Germany threw its weight on Tuesday behind a potential capital increase by the European Central Bank, saying it would react positively to such a move if the ECB deems it necessary.

Euro zone central bank sources have told Reuters the ECB is considering requesting an increase in its capital from euro zone member states as a cushion against any potential losses from its bond buying program.

If such a request comes, we will judge it positively, a German official said, briefing reporters on the government line ahead of a summit of European Union leaders on Thursday and Friday.

I don't rule out that Mr (ECB President Jean-Claude) Trichet will mention this at the (summit) dinner, the official added when asked about a possible ECB capital increase.

Since May the ECB has bought 72 billion euros of government bonds as part of a 750 billion euro EU/IMF rescue package hastily brought in at the height of the euro zone's debt crisis. Most analysts believe it is concentrating its purchases on euro zone debt trouble spots Ireland, Greece and Portugal.

Asked what the ECB would expect to achieve by raising additional capital, the German official said:

I imagine the ECB would hope to strengthen its basis in order to show the markets that it was well capitalized, if for example, it wanted to buy additional sovereign bonds.

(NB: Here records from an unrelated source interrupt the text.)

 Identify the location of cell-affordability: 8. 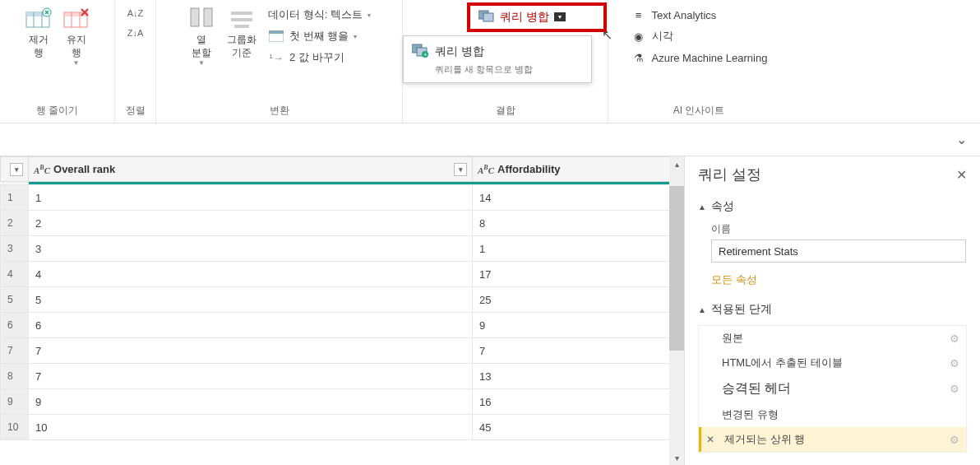
(579, 224).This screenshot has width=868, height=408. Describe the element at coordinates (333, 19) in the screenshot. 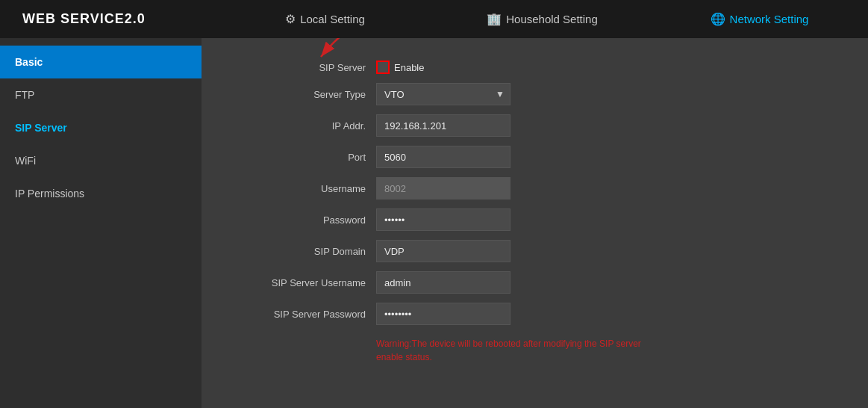

I see `nav-item-local-label: Local Setting` at that location.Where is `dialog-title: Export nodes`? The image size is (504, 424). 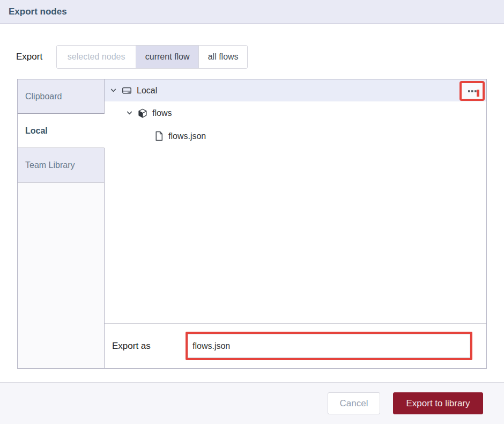
dialog-title: Export nodes is located at coordinates (38, 12). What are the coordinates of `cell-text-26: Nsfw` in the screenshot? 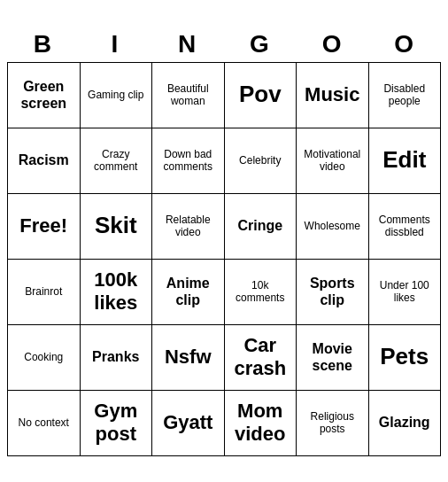 It's located at (188, 357).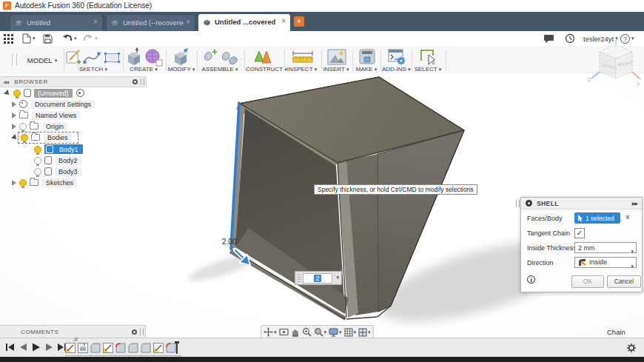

Those remarks appeared warmer toward the bank's bond-buying than comments from ECB policymaker Axel Weber, the president of Germany's Bundesbank, who has publicly criticized the program.

Markets are watching the ECB and other European policymakers for any signs on the pace of its bond purchases going forward -- which dealers say has halted the surge in costs of borrowing for the euro zone's peripheral issuers.

GERMAN BUDGET HIT

The ECB's subscribed capital is almost 5.8 billion euros compared with a balance sheet of almost 138 billion euros, according to its latest annual report.

One source said among the options being discussed was a doubling of the ECB's capital. Another source said it was not yet clear how much the bank would ask for.

One senior conservative lawmaker in Germany said separately that it could divert some Bundesbank profits to an ECB capital increase if necessary, denting one source of government revenue.

If a capital increase should prove necessary, we'd have to bite the sour apple and reduce the Bundesbank dividend payout to the federal budget, Norbert Barthle, a budget expert with Chancellor Angela Merkel's conservatives, told Reuters.

A decision to bolster the ECB's capital now would come at a time when central banks and governments are struggling with the cost of the financial crisis and recent turmoil on the currency bloc's financial and debt markets.

The cost of tackling the euro zone's debt woes is a big problem for Merkel, whose government is the bloc's main paymaster. The chancellor, whose popularity has sunk during the crisis, faces seven state elections next year.

A senior commercial banker said the ECB needed more capital because of the prospect of haircuts on sovereign debt in peripheral euro zone states down the line.

Germany did not expect any discussion of the euro zone's rescue fund, the European Financial Stability Facility (EFSF), at the Brussels summit, the German government official said.

We don't think it will be discussed or that decisions will be made to change it. We don't believe there is any need to do so at the moment either, he added.